The day I looked into you
and saw that old blue nothing
looking back so distant.
So far away.
As though everything you once knew
was a riddle without an answer
and in the jumble of your mind
the people once close are now
lost pieces of a difficult puzzle
hard to reassemble into familiar faces.
In the cluttered attic you have become,
do memories rush by on little feet
or are they propelled by chubby cherub’s wings
leaving scattered feathers across your day
for you to pick up, examine and question
as though they were pieces of your own skin?
When night drops its shadows
are you back there in the old barn
with the doves you tamed cooing in the rafters,
the one dry cow,
the horse that knew your name as well as its own,
and your mama calling you in for supper
the hay smell lingering until bedtime?
Does that comfort inhabit you now,
these thousand years on
bringing you to pause and smile,
find reassurance that somehow this all
will be all enough?
When you close your eyes
I see only a skull. A body of bones.
No longer the smiler who once
placed a small pumpkin on his head,
grinned into the camera
and became a permanent black and white moment.
Oh father, please forgive my tears.
They are for the things I have put you through,
because a son will always be a son
and needs to find his own way.
Rest your head on me.
Let this hand I hold, its bones like a bird’s,
lead you back to that weathered barn
its doors blown open,
the ducks and chickens scattered,
the summer dandelions thick in the mare’s meadow,
and the porch swing patiently waiting.
Rest old workman. Toiler of life’s hard fields.
Go to those places again, evening is on.
Your mother in the farmhouse kitchen
is singing you home.
Robert Kokan
Robert Kokan has had poems published in The Windy Hill Review, Avocet, Yellow Mama, and Jerry Jazz Musician. He is a past student of AllWriters’ Workplace & Workshop and The Poetry People, working with the late Phil Zwiefel at UW-Waukesha.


A faithful copy of the data is what is wanted, minus any pictures.
********
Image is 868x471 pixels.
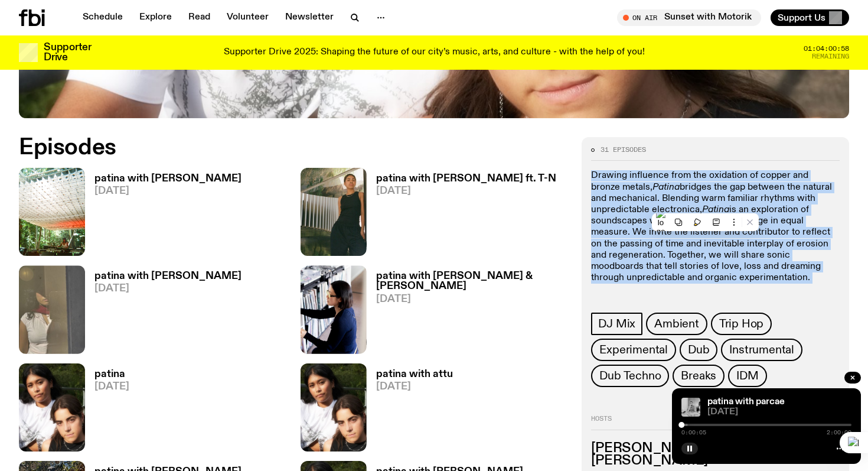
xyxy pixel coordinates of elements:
a: patina with [PERSON_NAME] & [PERSON_NAME][DATE] [367,271,568,353]
span: Ambient [654,318,699,330]
h3: patina [94,369,130,379]
span: [DATE] [707,408,851,417]
a: Volunteer [220,9,276,26]
button: Support Us [770,9,849,26]
h3: patina with [PERSON_NAME] [94,173,242,184]
h3: patina with [PERSON_NAME] [94,271,242,281]
span: 0:00:05 [681,429,707,435]
span: Instrumental [729,343,794,356]
em: Patina [653,183,680,192]
h3: patina with [PERSON_NAME] & [PERSON_NAME] [376,271,568,291]
span: DJ Mix [598,318,636,330]
a: patina with parcae [707,397,785,407]
a: Read [181,9,217,26]
a: Trip Hop [711,312,772,335]
a: DJ Mix [591,312,642,335]
span: Dub Techno [600,369,661,382]
em: Patina [702,205,729,215]
h3: [PERSON_NAME] [591,454,839,467]
h2: Episodes [19,137,568,158]
span: [DATE] [94,186,242,196]
a: patina with [PERSON_NAME][DATE] [85,271,242,353]
span: [DATE] [376,186,557,196]
button: On AirSunset with Motorik [617,9,761,26]
a: Dub Techno [591,365,669,387]
a: patina[DATE] [85,369,130,451]
span: Support Us [778,13,825,23]
span: [DATE] [376,294,568,304]
a: Breaks [673,365,725,387]
a: Newsletter [278,9,341,26]
a: Dub [680,339,717,361]
p: Drawing influence from the oxidation of copper and bronze metals, bridges the gap between the nat... [591,170,839,284]
span: Breaks [681,369,717,382]
a: patina with [PERSON_NAME] ft. T-N[DATE] [367,173,557,256]
span: 01:04:00:58 [804,45,849,52]
a: patina with [PERSON_NAME][DATE] [85,173,242,256]
a: Experimental [591,339,676,361]
span: 2:00:00 [827,429,851,435]
h2: Hosts [591,415,839,429]
h3: [PERSON_NAME] [591,442,839,455]
span: [DATE] [376,381,453,392]
a: Instrumental [721,339,802,361]
a: patina with attu[DATE] [367,369,453,451]
span: Remaining [812,53,849,60]
span: Experimental [600,343,668,356]
span: 31 episodes [600,147,646,153]
span: [DATE] [94,284,242,294]
a: IDM [728,365,766,387]
h3: patina with [PERSON_NAME] ft. T-N [376,173,557,184]
a: Ambient [646,312,707,335]
span: IDM [737,369,758,382]
h3: Supporter Drive [44,43,91,62]
h3: patina with attu [376,369,453,379]
span: Trip Hop [719,318,764,330]
a: Explore [132,9,179,26]
a: Schedule [76,9,130,26]
span: [DATE] [94,381,130,392]
p: Supporter Drive 2025: Shaping the future of our city’s music, arts, and culture - with the help o... [224,47,645,58]
span: Dub [688,343,709,356]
********
# Answer space
Image is 868x471 pixels.
xyxy pixel coordinates of elements:
a: patina with [PERSON_NAME] & [PERSON_NAME][DATE] [367,271,568,353]
span: Ambient [654,318,699,330]
h3: patina [94,369,130,379]
span: [DATE] [707,408,851,417]
a: Volunteer [220,9,276,26]
button: Support Us [770,9,849,26]
h3: patina with [PERSON_NAME] [94,173,242,184]
h3: patina with [PERSON_NAME] [94,271,242,281]
span: 0:00:05 [681,429,707,435]
span: Instrumental [729,343,794,356]
em: Patina [653,183,680,192]
h3: patina with [PERSON_NAME] & [PERSON_NAME] [376,271,568,291]
span: DJ Mix [598,318,636,330]
a: patina with parcae [707,397,785,407]
a: Read [181,9,217,26]
a: Trip Hop [711,312,772,335]
a: DJ Mix [591,312,642,335]
span: Dub Techno [600,369,661,382]
em: Patina [702,205,729,215]
h3: [PERSON_NAME] [591,454,839,467]
h2: Episodes [19,137,568,158]
span: [DATE] [94,186,242,196]
a: patina with [PERSON_NAME][DATE] [85,271,242,353]
span: [DATE] [376,186,557,196]
button: On AirSunset with Motorik [617,9,761,26]
a: Dub Techno [591,365,669,387]
a: patina[DATE] [85,369,130,451]
span: Support Us [778,13,825,23]
span: [DATE] [376,294,568,304]
a: Breaks [673,365,725,387]
a: Newsletter [278,9,341,26]
a: Dub [680,339,717,361]
p: Drawing influence from the oxidation of copper and bronze metals, bridges the gap between the nat... [591,170,839,284]
span: Breaks [681,369,717,382]
a: patina with [PERSON_NAME] ft. T-N[DATE] [367,173,557,256]
span: 01:04:00:58 [804,45,849,52]
a: patina with [PERSON_NAME][DATE] [85,173,242,256]
a: Experimental [591,339,676,361]
span: 2:00:00 [827,429,851,435]
h2: Hosts [591,415,839,429]
h3: [PERSON_NAME] [591,442,839,455]
span: [DATE] [376,381,453,392]
a: Instrumental [721,339,802,361]
a: patina with attu[DATE] [367,369,453,451]
span: Remaining [812,53,849,60]
span: Experimental [600,343,668,356]
span: 31 episodes [600,147,646,153]
span: [DATE] [94,284,242,294]
a: IDM [728,365,766,387]
h3: patina with [PERSON_NAME] ft. T-N [376,173,557,184]
a: Ambient [646,312,707,335]
span: IDM [737,369,758,382]
h3: Supporter Drive [44,43,91,62]
h3: patina with attu [376,369,453,379]
span: Trip Hop [719,318,764,330]
a: Explore [132,9,179,26]
a: Schedule [76,9,130,26]
span: [DATE] [94,381,130,392]
p: Supporter Drive 2025: Shaping the future of our city’s music, arts, and culture - with the help o... [224,47,645,58]
span: Dub [688,343,709,356]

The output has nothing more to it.